DALLAS — Throughout his illustrious career, America’s greatest architect, Frank Lloyd Wright, designed just one professional theater and one only: The Kalita Humphreys Theater in Dallas.
And... you could say it sucked.
“You could say that,” laughed Chris Ramirez, a Brierly Resident Acting Company member at the Dallas Theater Center. “Out of respect, I would never.”
Nobody really said that, of course.
But some people still believed it -- and that much has come back to haunt them.
“Be gracious to those who came before you because you never know what they can do in the afterlife,” said BJ Cleveland, a director and actor with Uptown Players at the Kalita Humphreys Theater.
Like every Wright design, the Kalita Humphreys Theater is stunning. It just wasn’t very functional initially.
For instance, moving props from the basement meant pushing them up a ramp, when what was really needed was an elevator.
However, Wright would never agree to that -- and he didn’t have to. He saw the project through to completion, but he died in 1959 before the theater opened.
“And with the architect out of the picture, they said we need to make some modern changes to the building,” Cleveland said.
They started by putting in that much-needed elevator.
“[They did it] without Frank Lloyd Wright’s consent,” Ramirez said.
“Well apparently Frank wasn’t very happy about that -- even after death,” Cleveland said.
Both Ramirez and Cleveland said Wright has made his frustrations known as a spirit haunting the grounds -- like the time he showed up in the middle of a rehearsal.
“All of a sudden, a huge light explodes and a stool goes flying across the stage like somebody threw it,” Cleveland said.
That’s not the only time Wright has thrown his weight around.
Ramirez once tried to open a door leading to the stage and someone immediately pushed it shut back into him.
“So I push, push, push, push, and I looked, and there was nobody there,” he said.
Ramirez pushed the door all the way against the wall -- it was impossible for someone to hide behind. But he insists he felt someone pushing on the other side of the door.
Cleveland said the strangest encounter he’s had came in the bathroom.
“I’m washing my hands and all of a sudden here on the stall I hear [banging],” Cleveland said. “[I looked] and there was nobody in the stall. Then all of a sudden, the water turned on.”
Pretty much anyone who’s performed at Kalita Humphreys has seen props move, shadows appear and lights flicker.
To pacify Wright, the people who work there have created a shrine in his honor. At the exact moment Cleveland started showing our cameras the shrine, the light in the room began to flicker.
Perhaps another sign that, though Frank Lloyd Wright may have created this theater 60 years ago, he’s still putting on a show.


Exercise description => Copy every entry below exactly as it appears, leaving out the images.

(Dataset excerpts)
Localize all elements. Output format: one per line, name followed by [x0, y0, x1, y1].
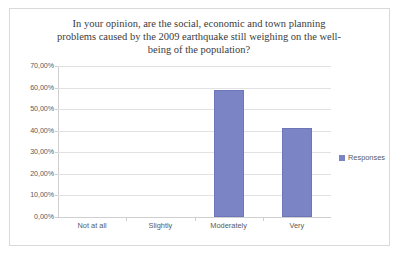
y-axis-tick-mark	[55, 217, 58, 218]
x-axis-tick-label: Moderately	[195, 221, 263, 230]
chart-title-line-2: problems caused by the 2009 earthquake s…	[34, 30, 364, 43]
chart-frame: In your opinion, are the social, economi…	[9, 8, 390, 246]
x-axis-tick-mark	[126, 218, 127, 221]
y-axis-tick-label: 0,00%	[12, 212, 54, 221]
bar	[214, 90, 244, 217]
x-axis-tick-mark	[263, 218, 264, 221]
y-axis-tick-label: 10,00%	[12, 190, 54, 199]
gridline	[58, 88, 331, 89]
bar	[282, 128, 312, 217]
y-axis-tick-mark	[55, 152, 58, 153]
gridline	[58, 109, 331, 110]
chart-legend: Responses	[339, 153, 385, 162]
y-axis-tick-mark	[55, 195, 58, 196]
plot-area	[58, 66, 331, 217]
legend-swatch-icon	[339, 155, 345, 161]
x-axis-tick-label: Very	[263, 221, 331, 230]
y-axis-tick-label: 70,00%	[12, 61, 54, 70]
x-axis-labels: Not at allSlightlyModeratelyVery	[58, 221, 331, 237]
legend-label: Responses	[348, 153, 385, 162]
y-axis-tick-mark	[55, 174, 58, 175]
y-axis-tick-label: 50,00%	[12, 104, 54, 113]
y-axis-tick-mark	[55, 88, 58, 89]
y-axis-labels: 0,00%10,00%20,00%30,00%40,00%50,00%60,00…	[10, 66, 54, 217]
x-axis-tick-label: Slightly	[126, 221, 194, 230]
chart-title-line-3: being of the population?	[34, 43, 364, 56]
y-axis-tick-mark	[55, 66, 58, 67]
chart-title: In your opinion, are the social, economi…	[34, 17, 364, 57]
y-axis-tick-mark	[55, 109, 58, 110]
y-axis-tick-label: 40,00%	[12, 126, 54, 135]
chart-title-line-1: In your opinion, are the social, economi…	[34, 17, 364, 30]
gridline	[58, 66, 331, 67]
y-axis-tick-mark	[55, 131, 58, 132]
y-axis-tick-label: 60,00%	[12, 83, 54, 92]
y-axis-tick-label: 30,00%	[12, 147, 54, 156]
x-axis-tick-label: Not at all	[58, 221, 126, 230]
x-axis-tick-mark	[195, 218, 196, 221]
y-axis-tick-label: 20,00%	[12, 169, 54, 178]
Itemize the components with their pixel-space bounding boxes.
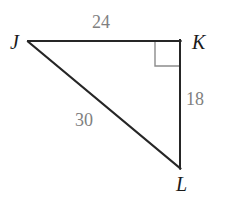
side-length-label-jl: 30 <box>75 111 93 129</box>
side-length-label-jk: 24 <box>92 13 110 31</box>
vertex-label-k: K <box>192 32 205 52</box>
vertex-label-l: L <box>176 174 187 194</box>
side-length-label-kl: 18 <box>186 90 204 108</box>
triangle-figure: J K L 24 18 30 <box>0 0 225 215</box>
vertex-label-j: J <box>10 32 19 52</box>
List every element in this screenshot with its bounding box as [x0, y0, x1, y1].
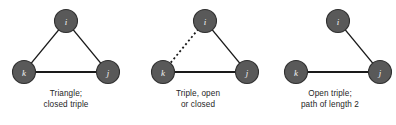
graph-open-triple: ikj	[264, 0, 396, 92]
node-i: i	[55, 10, 78, 33]
node-j: j	[236, 61, 259, 84]
caption-line-1: Open triple;	[264, 88, 396, 99]
edge-i-k	[31, 29, 60, 64]
caption-line-2: or closed	[132, 99, 264, 110]
diagram-panel-triangle: ikj Triangle; closed triple	[0, 0, 132, 125]
caption-line-2: path of length 2	[264, 99, 396, 110]
edge-i-j	[73, 29, 102, 64]
caption-triple-open-or-closed: Triple, open or closed	[132, 88, 264, 110]
node-label-j: j	[245, 68, 249, 78]
edge-i-j	[345, 29, 374, 64]
caption-line-2: closed triple	[0, 99, 132, 110]
node-label-j: j	[106, 68, 110, 78]
node-i: i	[194, 10, 217, 33]
edge-i-j	[212, 29, 241, 64]
edge-i-k	[170, 29, 199, 64]
node-k: k	[285, 61, 308, 84]
node-label-j: j	[378, 68, 382, 78]
diagram-panel-triple-open-or-closed: ikj Triple, open or closed	[132, 0, 264, 125]
node-j: j	[369, 61, 392, 84]
caption-triangle: Triangle; closed triple	[0, 88, 132, 110]
caption-open-triple: Open triple; path of length 2	[264, 88, 396, 110]
triad-census-figure: ikj Triangle; closed triple ikj Triple, …	[0, 0, 396, 125]
graph-triangle: ikj	[0, 0, 132, 92]
caption-line-1: Triple, open	[132, 88, 264, 99]
diagram-panel-open-triple: ikj Open triple; path of length 2	[264, 0, 396, 125]
node-i: i	[327, 10, 350, 33]
node-k: k	[152, 61, 175, 84]
node-k: k	[13, 61, 36, 84]
graph-triple-open-or-closed: ikj	[132, 0, 264, 92]
caption-line-1: Triangle;	[0, 88, 132, 99]
node-j: j	[97, 61, 120, 84]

Written answer =>
Localize all elements. Output format: one per line, name followed by [x0, y0, x1, y1].
y-axis-tick-mark	[55, 217, 58, 218]
x-axis-tick-label: Moderately	[195, 221, 263, 230]
chart-title-line-2: problems caused by the 2009 earthquake s…	[34, 30, 364, 43]
chart-frame: In your opinion, are the social, economi…	[9, 8, 390, 246]
x-axis-tick-mark	[126, 218, 127, 221]
y-axis-tick-label: 0,00%	[12, 212, 54, 221]
bar	[214, 90, 244, 217]
x-axis-tick-mark	[263, 218, 264, 221]
y-axis-tick-label: 10,00%	[12, 190, 54, 199]
gridline	[58, 88, 331, 89]
bar	[282, 128, 312, 217]
y-axis-tick-mark	[55, 152, 58, 153]
gridline	[58, 109, 331, 110]
chart-legend: Responses	[339, 153, 385, 162]
y-axis-tick-mark	[55, 195, 58, 196]
plot-area	[58, 66, 331, 217]
legend-swatch-icon	[339, 155, 345, 161]
x-axis-tick-label: Very	[263, 221, 331, 230]
y-axis-tick-label: 70,00%	[12, 61, 54, 70]
x-axis-labels: Not at allSlightlyModeratelyVery	[58, 221, 331, 237]
legend-label: Responses	[348, 153, 385, 162]
y-axis-tick-mark	[55, 174, 58, 175]
y-axis-tick-label: 50,00%	[12, 104, 54, 113]
y-axis-tick-mark	[55, 88, 58, 89]
y-axis-labels: 0,00%10,00%20,00%30,00%40,00%50,00%60,00…	[10, 66, 54, 217]
x-axis-tick-label: Slightly	[126, 221, 194, 230]
chart-title-line-3: being of the population?	[34, 43, 364, 56]
y-axis-tick-mark	[55, 66, 58, 67]
chart-title: In your opinion, are the social, economi…	[34, 17, 364, 57]
y-axis-tick-mark	[55, 109, 58, 110]
y-axis-tick-label: 40,00%	[12, 126, 54, 135]
chart-title-line-1: In your opinion, are the social, economi…	[34, 17, 364, 30]
gridline	[58, 66, 331, 67]
y-axis-tick-mark	[55, 131, 58, 132]
y-axis-tick-label: 60,00%	[12, 83, 54, 92]
y-axis-tick-label: 30,00%	[12, 147, 54, 156]
x-axis-tick-label: Not at all	[58, 221, 126, 230]
x-axis-tick-mark	[195, 218, 196, 221]
y-axis-tick-label: 20,00%	[12, 169, 54, 178]
Itemize the components with their pixel-space bounding boxes.
side-length-label-jl: 30 <box>75 111 93 129</box>
side-length-label-jk: 24 <box>92 13 110 31</box>
vertex-label-k: K <box>192 32 205 52</box>
vertex-label-l: L <box>176 174 187 194</box>
side-length-label-kl: 18 <box>186 90 204 108</box>
triangle-figure: J K L 24 18 30 <box>0 0 225 215</box>
vertex-label-j: J <box>10 32 19 52</box>
List every element in this screenshot with its bounding box as [x0, y0, x1, y1].
graph-open-triple: ikj	[264, 0, 396, 92]
node-i: i	[55, 10, 78, 33]
node-j: j	[236, 61, 259, 84]
caption-line-1: Open triple;	[264, 88, 396, 99]
edge-i-k	[31, 29, 60, 64]
caption-line-2: or closed	[132, 99, 264, 110]
diagram-panel-triangle: ikj Triangle; closed triple	[0, 0, 132, 125]
caption-line-2: path of length 2	[264, 99, 396, 110]
edge-i-j	[73, 29, 102, 64]
caption-triple-open-or-closed: Triple, open or closed	[132, 88, 264, 110]
node-label-j: j	[245, 68, 249, 78]
edge-i-j	[345, 29, 374, 64]
caption-line-2: closed triple	[0, 99, 132, 110]
node-label-j: j	[106, 68, 110, 78]
node-i: i	[194, 10, 217, 33]
edge-i-j	[212, 29, 241, 64]
edge-i-k	[170, 29, 199, 64]
node-k: k	[285, 61, 308, 84]
node-label-j: j	[378, 68, 382, 78]
diagram-panel-triple-open-or-closed: ikj Triple, open or closed	[132, 0, 264, 125]
node-j: j	[369, 61, 392, 84]
caption-triangle: Triangle; closed triple	[0, 88, 132, 110]
caption-open-triple: Open triple; path of length 2	[264, 88, 396, 110]
triad-census-figure: ikj Triangle; closed triple ikj Triple, …	[0, 0, 396, 125]
graph-triangle: ikj	[0, 0, 132, 92]
caption-line-1: Triple, open	[132, 88, 264, 99]
diagram-panel-open-triple: ikj Open triple; path of length 2	[264, 0, 396, 125]
node-i: i	[327, 10, 350, 33]
node-k: k	[152, 61, 175, 84]
node-k: k	[13, 61, 36, 84]
graph-triple-open-or-closed: ikj	[132, 0, 264, 92]
caption-line-1: Triangle;	[0, 88, 132, 99]
node-j: j	[97, 61, 120, 84]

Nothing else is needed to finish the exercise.